The relationship between transnationalism/transnationality and assimilation (Guarnizo, Haller & Portes 2003; Sana 2005) and integration is also a focus in the literature (Mazzucato 2008; Gropas, Triandafyllidou, & Bartolini 2014; Schunck 2014). Drawing on Portes’ theory of segmented assimilation and focusing on the infrequent and weak ties identified by others (Levitt), Paolo Boccagni (2012, 117) questions the applicability of the transnational lens and asks:

What is left of its theoretical import […] after establishing that proper transnational activities, aside from remittances, are relatively infrequent; and that such practices are not incompatible with – and are even facilitated by – successful integration overseas?

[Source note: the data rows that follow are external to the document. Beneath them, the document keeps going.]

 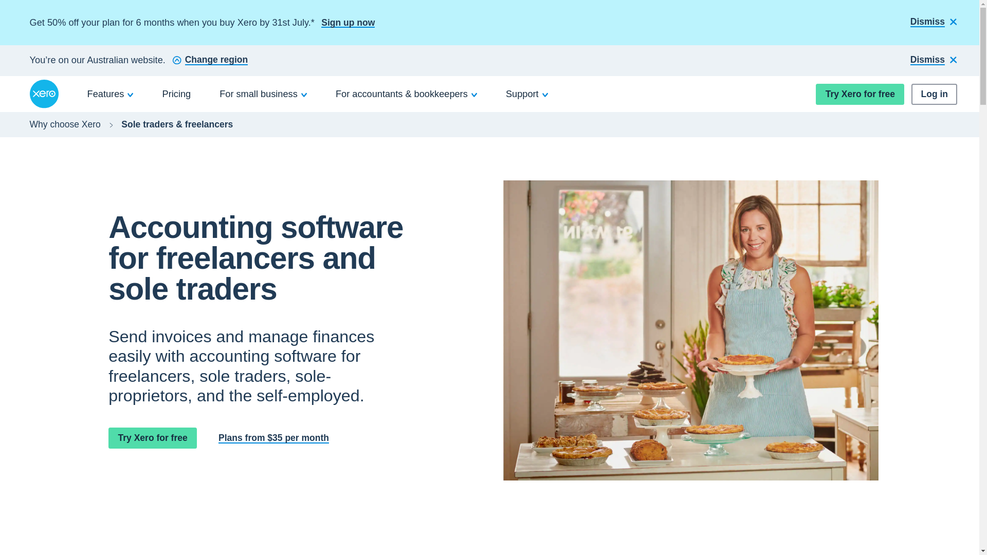 What do you see at coordinates (177, 94) in the screenshot?
I see `Pricing` at bounding box center [177, 94].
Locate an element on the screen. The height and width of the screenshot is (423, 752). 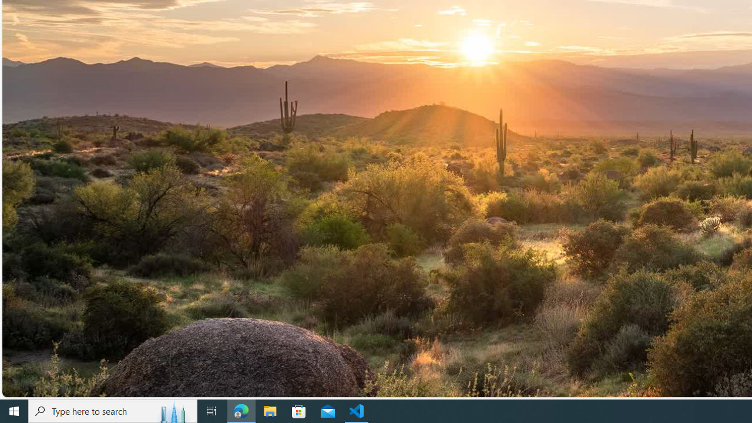
View comments 16 Comment is located at coordinates (729, 286).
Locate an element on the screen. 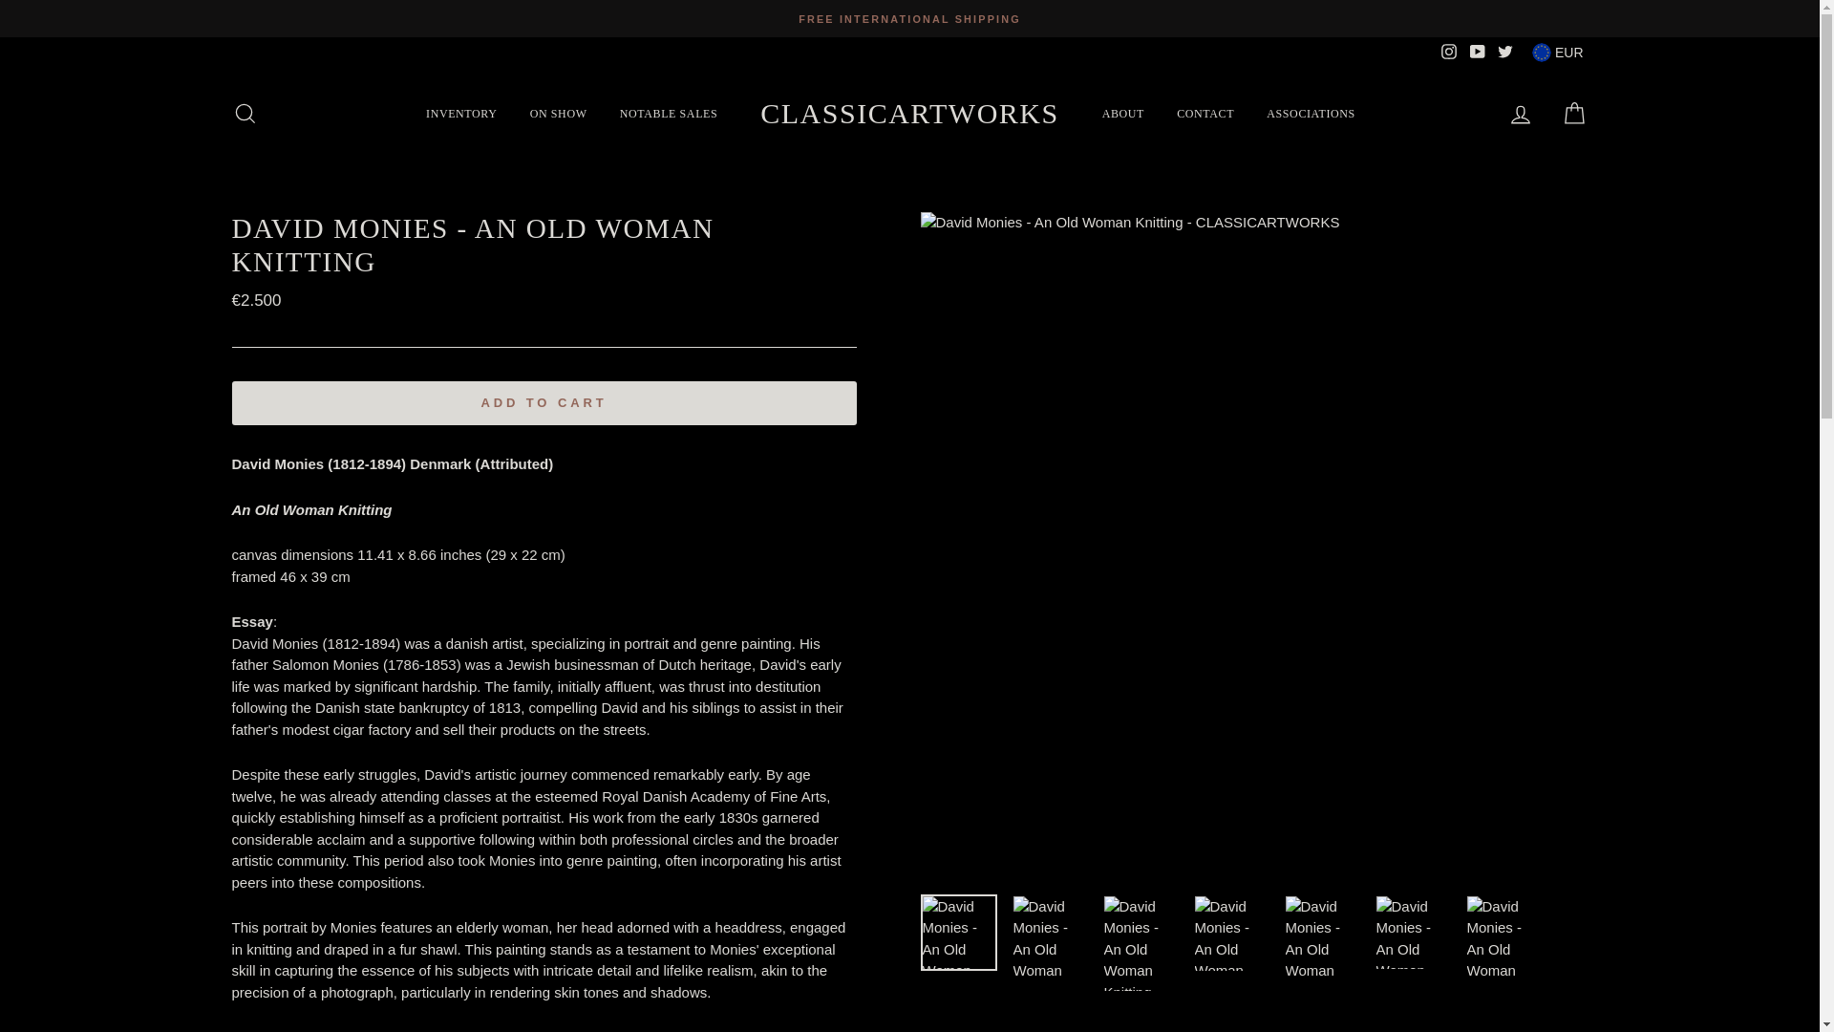  CLASSICARTWORKS is located at coordinates (910, 113).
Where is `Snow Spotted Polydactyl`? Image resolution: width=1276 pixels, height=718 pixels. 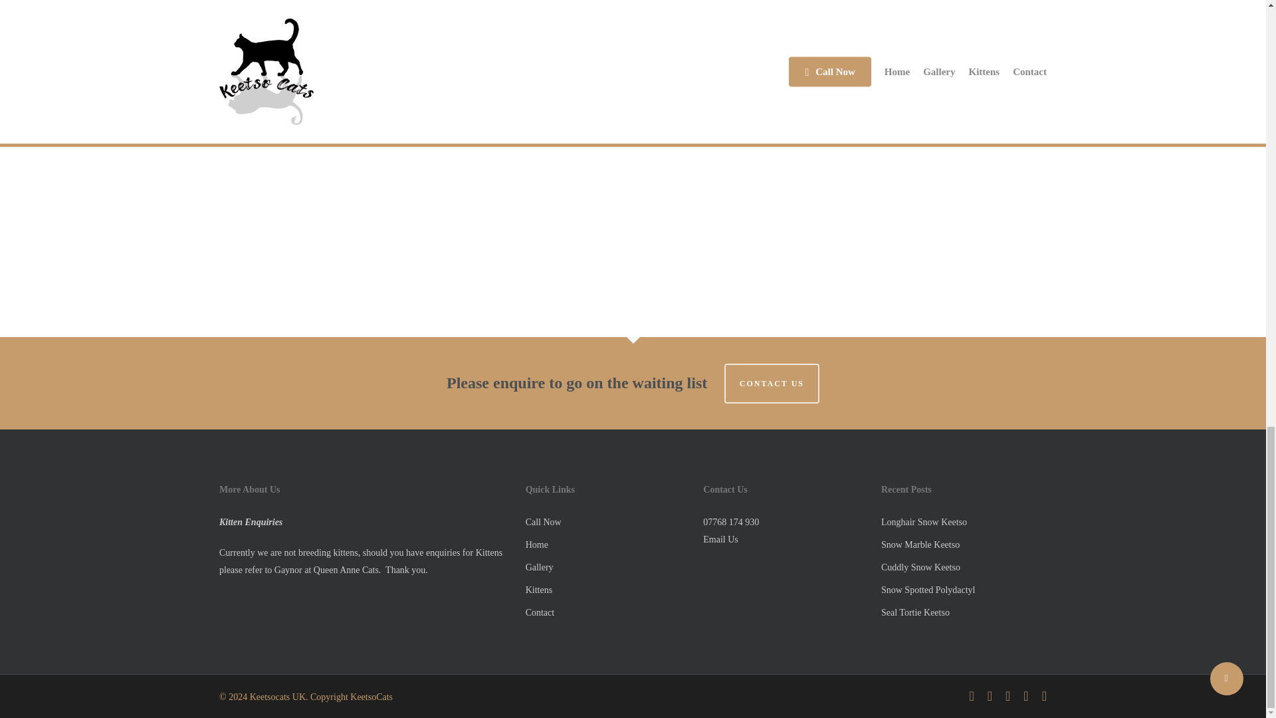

Such a focus on purported ‘proper’ transnational activities represents a narrower approach to the transnationalism paradigm and suggests that the goal of every migrant is ‘successful integration’ however that may be defined. A focus on integration as an apparent ‘end goal’ and a preoccupation with ‘proper’ transnational activities could risk missing the nuances that are potentially captured with a less restrictive take on the concept.